Written by Phil Dunn. 

A group of Newark and North Jersey political leaders have drafted their own plan in the ongoing talk of a merger involving Rutgers University.

According to the plan, Rutgers’ satellite campuses in Newark and Camden would be granted greater autonomy from the main campus in New Brunswick.

“Rutgers system-wide control currently resides with the leadership of the New Brunswick campus,” the plan reads. “This obvious structural conflict of interest has led to both operational and capital underinvestment in the satellite campuses, and a wasteful investment in the New Brunswick campus.”

The plan, which is said by sources close to the situation to be backed by Assembly Speaker Sheila Y. Oliver and Newark Mayor Cory Booker, calls the current relationship between the colleges “anomalous.”

“Rutgers Newark and Camden have long produced a surplus of resources to the New Brunswick campus,” it states.

According to the plan, Rutgers-Newark keeps approximately 55 cents on the dollar of tuition it earns. The balance is kept by New Brunswick.

But not everyone is quick to take the side of North Jersey political leaders.

“It’s my understanding that next week the Rutgers Board of Governors and Board of Trustees will be meeting to address issues of governance and questions of equity among the three Rutgers campuses,” said Rutgers-Camden Associate Professor of History Andrew Shankman.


Instructions for the task: Output all entries verbatim. Skip pictures.
───── Input data
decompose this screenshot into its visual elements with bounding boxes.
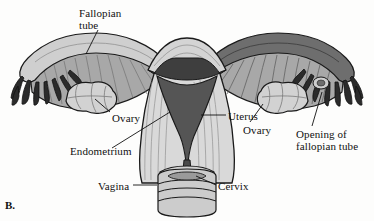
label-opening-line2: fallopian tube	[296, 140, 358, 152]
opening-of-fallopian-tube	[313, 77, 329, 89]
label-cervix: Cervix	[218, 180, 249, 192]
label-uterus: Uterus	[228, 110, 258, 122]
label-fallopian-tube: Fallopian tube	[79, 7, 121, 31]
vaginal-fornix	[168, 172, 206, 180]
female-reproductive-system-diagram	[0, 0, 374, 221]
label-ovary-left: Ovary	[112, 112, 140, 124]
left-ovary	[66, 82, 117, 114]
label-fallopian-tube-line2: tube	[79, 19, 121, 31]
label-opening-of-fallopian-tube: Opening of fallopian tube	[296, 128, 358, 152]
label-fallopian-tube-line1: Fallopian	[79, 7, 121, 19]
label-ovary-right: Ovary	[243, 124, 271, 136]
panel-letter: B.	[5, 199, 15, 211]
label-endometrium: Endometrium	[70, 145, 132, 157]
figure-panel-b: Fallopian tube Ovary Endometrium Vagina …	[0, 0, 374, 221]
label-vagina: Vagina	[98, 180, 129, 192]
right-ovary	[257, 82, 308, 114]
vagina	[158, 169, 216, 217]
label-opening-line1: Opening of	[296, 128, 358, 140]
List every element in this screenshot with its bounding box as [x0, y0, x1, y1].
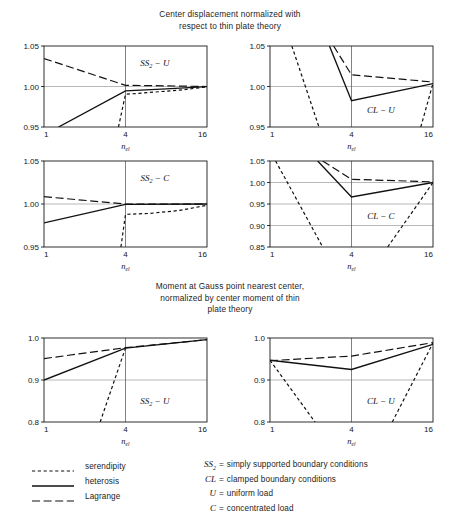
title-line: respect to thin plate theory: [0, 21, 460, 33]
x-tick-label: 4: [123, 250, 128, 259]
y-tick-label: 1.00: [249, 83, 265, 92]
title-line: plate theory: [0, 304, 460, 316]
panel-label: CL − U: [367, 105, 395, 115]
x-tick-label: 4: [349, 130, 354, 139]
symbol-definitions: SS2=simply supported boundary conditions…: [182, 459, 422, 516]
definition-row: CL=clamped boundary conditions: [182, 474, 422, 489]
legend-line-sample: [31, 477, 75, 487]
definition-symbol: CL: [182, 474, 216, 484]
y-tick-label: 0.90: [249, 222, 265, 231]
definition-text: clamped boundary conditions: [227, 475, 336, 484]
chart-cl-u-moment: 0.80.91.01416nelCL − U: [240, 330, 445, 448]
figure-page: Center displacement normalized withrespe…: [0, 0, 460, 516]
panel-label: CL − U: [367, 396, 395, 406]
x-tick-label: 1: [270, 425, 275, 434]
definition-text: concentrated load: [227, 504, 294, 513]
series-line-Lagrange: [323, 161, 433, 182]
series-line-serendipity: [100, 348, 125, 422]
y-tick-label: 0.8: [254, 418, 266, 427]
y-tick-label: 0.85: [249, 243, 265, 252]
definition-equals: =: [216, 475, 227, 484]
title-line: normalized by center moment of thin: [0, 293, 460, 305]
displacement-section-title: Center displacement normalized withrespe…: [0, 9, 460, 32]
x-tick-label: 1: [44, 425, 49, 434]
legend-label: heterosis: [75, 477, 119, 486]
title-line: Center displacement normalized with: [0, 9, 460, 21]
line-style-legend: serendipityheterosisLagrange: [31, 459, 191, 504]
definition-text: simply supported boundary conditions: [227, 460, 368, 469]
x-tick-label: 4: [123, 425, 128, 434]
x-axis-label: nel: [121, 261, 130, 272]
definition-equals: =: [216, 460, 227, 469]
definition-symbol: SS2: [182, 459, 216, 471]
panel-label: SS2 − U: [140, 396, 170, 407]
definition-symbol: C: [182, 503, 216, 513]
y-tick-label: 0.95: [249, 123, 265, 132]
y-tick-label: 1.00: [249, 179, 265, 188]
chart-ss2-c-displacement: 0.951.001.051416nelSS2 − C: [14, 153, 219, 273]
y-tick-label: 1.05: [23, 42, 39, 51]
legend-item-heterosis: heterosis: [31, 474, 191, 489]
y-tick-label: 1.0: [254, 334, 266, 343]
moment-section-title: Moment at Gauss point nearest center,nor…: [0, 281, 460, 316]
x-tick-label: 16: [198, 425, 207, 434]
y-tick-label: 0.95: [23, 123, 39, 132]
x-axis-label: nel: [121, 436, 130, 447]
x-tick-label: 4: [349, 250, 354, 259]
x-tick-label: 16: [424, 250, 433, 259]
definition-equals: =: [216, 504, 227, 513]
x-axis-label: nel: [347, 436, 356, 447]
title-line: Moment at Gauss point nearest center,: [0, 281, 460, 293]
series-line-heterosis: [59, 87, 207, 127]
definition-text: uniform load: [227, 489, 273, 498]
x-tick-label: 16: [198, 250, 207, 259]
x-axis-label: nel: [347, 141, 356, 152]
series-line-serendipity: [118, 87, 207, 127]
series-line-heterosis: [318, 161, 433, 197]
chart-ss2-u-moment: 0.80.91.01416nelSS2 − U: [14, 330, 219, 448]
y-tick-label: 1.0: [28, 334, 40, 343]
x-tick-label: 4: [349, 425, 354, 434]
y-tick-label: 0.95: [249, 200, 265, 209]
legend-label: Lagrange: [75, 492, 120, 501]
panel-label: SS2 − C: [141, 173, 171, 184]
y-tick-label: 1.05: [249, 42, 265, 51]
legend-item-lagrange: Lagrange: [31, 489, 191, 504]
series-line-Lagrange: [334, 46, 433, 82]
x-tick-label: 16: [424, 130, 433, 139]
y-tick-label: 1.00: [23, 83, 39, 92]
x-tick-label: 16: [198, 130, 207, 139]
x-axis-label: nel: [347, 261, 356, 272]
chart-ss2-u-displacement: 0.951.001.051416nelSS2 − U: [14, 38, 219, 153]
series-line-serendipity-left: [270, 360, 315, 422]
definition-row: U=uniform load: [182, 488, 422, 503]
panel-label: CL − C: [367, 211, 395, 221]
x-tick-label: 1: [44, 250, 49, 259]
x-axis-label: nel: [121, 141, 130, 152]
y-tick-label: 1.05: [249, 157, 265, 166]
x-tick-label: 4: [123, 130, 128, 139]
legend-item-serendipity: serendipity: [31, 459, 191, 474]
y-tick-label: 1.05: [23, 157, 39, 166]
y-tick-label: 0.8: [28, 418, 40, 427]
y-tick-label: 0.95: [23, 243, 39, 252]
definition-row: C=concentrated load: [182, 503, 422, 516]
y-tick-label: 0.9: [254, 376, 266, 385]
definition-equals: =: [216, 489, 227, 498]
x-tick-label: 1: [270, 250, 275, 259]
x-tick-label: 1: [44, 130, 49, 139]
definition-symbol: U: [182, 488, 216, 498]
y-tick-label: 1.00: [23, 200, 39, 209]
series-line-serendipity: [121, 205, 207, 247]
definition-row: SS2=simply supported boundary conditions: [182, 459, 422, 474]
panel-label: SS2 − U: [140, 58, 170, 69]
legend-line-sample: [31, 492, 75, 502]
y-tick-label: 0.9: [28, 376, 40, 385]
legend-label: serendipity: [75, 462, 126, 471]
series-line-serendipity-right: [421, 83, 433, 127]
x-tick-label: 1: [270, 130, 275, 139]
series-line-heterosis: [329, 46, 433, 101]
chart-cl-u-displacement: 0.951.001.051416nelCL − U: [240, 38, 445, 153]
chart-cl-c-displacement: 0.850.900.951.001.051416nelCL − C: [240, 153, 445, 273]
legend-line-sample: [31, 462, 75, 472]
──────────
Reply to the exercise:
decompose this screenshot into its visual elements with bounding boxes.
label-opening-line2: fallopian tube	[296, 140, 358, 152]
opening-of-fallopian-tube	[313, 77, 329, 89]
label-cervix: Cervix	[218, 180, 249, 192]
label-uterus: Uterus	[228, 110, 258, 122]
label-fallopian-tube: Fallopian tube	[79, 7, 121, 31]
vaginal-fornix	[168, 172, 206, 180]
female-reproductive-system-diagram	[0, 0, 374, 221]
label-ovary-left: Ovary	[112, 112, 140, 124]
left-ovary	[66, 82, 117, 114]
label-fallopian-tube-line2: tube	[79, 19, 121, 31]
label-opening-of-fallopian-tube: Opening of fallopian tube	[296, 128, 358, 152]
label-fallopian-tube-line1: Fallopian	[79, 7, 121, 19]
label-ovary-right: Ovary	[243, 124, 271, 136]
panel-letter: B.	[5, 199, 15, 211]
label-endometrium: Endometrium	[70, 145, 132, 157]
figure-panel-b: Fallopian tube Ovary Endometrium Vagina …	[0, 0, 374, 221]
label-vagina: Vagina	[98, 180, 129, 192]
right-ovary	[257, 82, 308, 114]
vagina	[158, 169, 216, 217]
label-opening-line1: Opening of	[296, 128, 358, 140]
List every element in this screenshot with its bounding box as [x0, y0, x1, y1].
title-line: respect to thin plate theory: [0, 21, 460, 33]
x-tick-label: 4: [123, 250, 128, 259]
y-tick-label: 1.00: [249, 83, 265, 92]
title-line: plate theory: [0, 304, 460, 316]
panel-label: CL − U: [367, 105, 395, 115]
x-tick-label: 4: [349, 130, 354, 139]
symbol-definitions: SS2=simply supported boundary conditions…: [182, 459, 422, 516]
definition-row: CL=clamped boundary conditions: [182, 474, 422, 489]
legend-line-sample: [31, 477, 75, 487]
definition-symbol: CL: [182, 474, 216, 484]
y-tick-label: 0.90: [249, 222, 265, 231]
definition-text: clamped boundary conditions: [227, 475, 336, 484]
chart-cl-u-moment: 0.80.91.01416nelCL − U: [240, 330, 445, 448]
figure-page: Center displacement normalized withrespe…: [0, 0, 460, 516]
panel-label: CL − U: [367, 396, 395, 406]
x-tick-label: 1: [270, 425, 275, 434]
definition-text: concentrated load: [227, 504, 294, 513]
series-line-Lagrange: [323, 161, 433, 182]
series-line-serendipity: [100, 348, 125, 422]
y-tick-label: 0.8: [254, 418, 266, 427]
y-tick-label: 0.85: [249, 243, 265, 252]
definition-equals: =: [216, 475, 227, 484]
title-line: normalized by center moment of thin: [0, 293, 460, 305]
displacement-section-title: Center displacement normalized withrespe…: [0, 9, 460, 32]
x-tick-label: 1: [44, 425, 49, 434]
legend-label: heterosis: [75, 477, 119, 486]
title-line: Center displacement normalized with: [0, 9, 460, 21]
line-style-legend: serendipityheterosisLagrange: [31, 459, 191, 504]
definition-text: simply supported boundary conditions: [227, 460, 368, 469]
x-tick-label: 4: [123, 425, 128, 434]
x-axis-label: nel: [121, 261, 130, 272]
definition-equals: =: [216, 460, 227, 469]
definition-symbol: SS2: [182, 459, 216, 471]
panel-label: SS2 − U: [140, 396, 170, 407]
definition-symbol: C: [182, 503, 216, 513]
y-tick-label: 0.95: [249, 123, 265, 132]
y-tick-label: 1.00: [249, 179, 265, 188]
chart-ss2-c-displacement: 0.951.001.051416nelSS2 − C: [14, 153, 219, 273]
y-tick-label: 1.05: [23, 42, 39, 51]
legend-item-heterosis: heterosis: [31, 474, 191, 489]
y-tick-label: 1.0: [254, 334, 266, 343]
moment-section-title: Moment at Gauss point nearest center,nor…: [0, 281, 460, 316]
x-tick-label: 16: [198, 425, 207, 434]
y-tick-label: 0.95: [23, 123, 39, 132]
x-axis-label: nel: [121, 436, 130, 447]
x-tick-label: 4: [349, 250, 354, 259]
x-tick-label: 16: [424, 250, 433, 259]
definition-equals: =: [216, 504, 227, 513]
x-axis-label: nel: [347, 436, 356, 447]
title-line: Moment at Gauss point nearest center,: [0, 281, 460, 293]
series-line-heterosis: [59, 87, 207, 127]
definition-text: uniform load: [227, 489, 273, 498]
x-tick-label: 16: [198, 250, 207, 259]
x-axis-label: nel: [347, 141, 356, 152]
series-line-serendipity: [118, 87, 207, 127]
series-line-heterosis: [318, 161, 433, 197]
chart-ss2-u-moment: 0.80.91.01416nelSS2 − U: [14, 330, 219, 448]
y-tick-label: 1.0: [28, 334, 40, 343]
x-tick-label: 4: [349, 425, 354, 434]
y-tick-label: 0.95: [249, 200, 265, 209]
legend-label: Lagrange: [75, 492, 120, 501]
panel-label: SS2 − C: [141, 173, 171, 184]
y-tick-label: 1.05: [249, 42, 265, 51]
legend-item-lagrange: Lagrange: [31, 489, 191, 504]
series-line-Lagrange: [334, 46, 433, 82]
x-tick-label: 16: [424, 130, 433, 139]
y-tick-label: 1.00: [23, 83, 39, 92]
x-tick-label: 16: [198, 130, 207, 139]
x-axis-label: nel: [347, 261, 356, 272]
chart-ss2-u-displacement: 0.951.001.051416nelSS2 − U: [14, 38, 219, 153]
series-line-serendipity-left: [270, 360, 315, 422]
definition-row: U=uniform load: [182, 488, 422, 503]
panel-label: CL − C: [367, 211, 395, 221]
x-tick-label: 1: [44, 250, 49, 259]
x-axis-label: nel: [121, 141, 130, 152]
y-tick-label: 1.05: [249, 157, 265, 166]
x-tick-label: 4: [123, 130, 128, 139]
legend-item-serendipity: serendipity: [31, 459, 191, 474]
y-tick-label: 1.05: [23, 157, 39, 166]
y-tick-label: 0.8: [28, 418, 40, 427]
y-tick-label: 0.95: [23, 243, 39, 252]
definition-row: C=concentrated load: [182, 503, 422, 516]
y-tick-label: 0.9: [254, 376, 266, 385]
definition-equals: =: [216, 489, 227, 498]
x-tick-label: 1: [270, 250, 275, 259]
x-tick-label: 1: [44, 130, 49, 139]
definition-symbol: U: [182, 488, 216, 498]
y-tick-label: 1.00: [23, 200, 39, 209]
series-line-serendipity: [121, 205, 207, 247]
definition-row: SS2=simply supported boundary conditions: [182, 459, 422, 474]
panel-label: SS2 − U: [140, 58, 170, 69]
legend-line-sample: [31, 492, 75, 502]
y-tick-label: 0.9: [28, 376, 40, 385]
legend-label: serendipity: [75, 462, 126, 471]
series-line-serendipity-right: [421, 83, 433, 127]
x-tick-label: 1: [270, 130, 275, 139]
series-line-heterosis: [329, 46, 433, 101]
chart-cl-u-displacement: 0.951.001.051416nelCL − U: [240, 38, 445, 153]
chart-cl-c-displacement: 0.850.900.951.001.051416nelCL − C: [240, 153, 445, 273]
legend-line-sample: [31, 462, 75, 472]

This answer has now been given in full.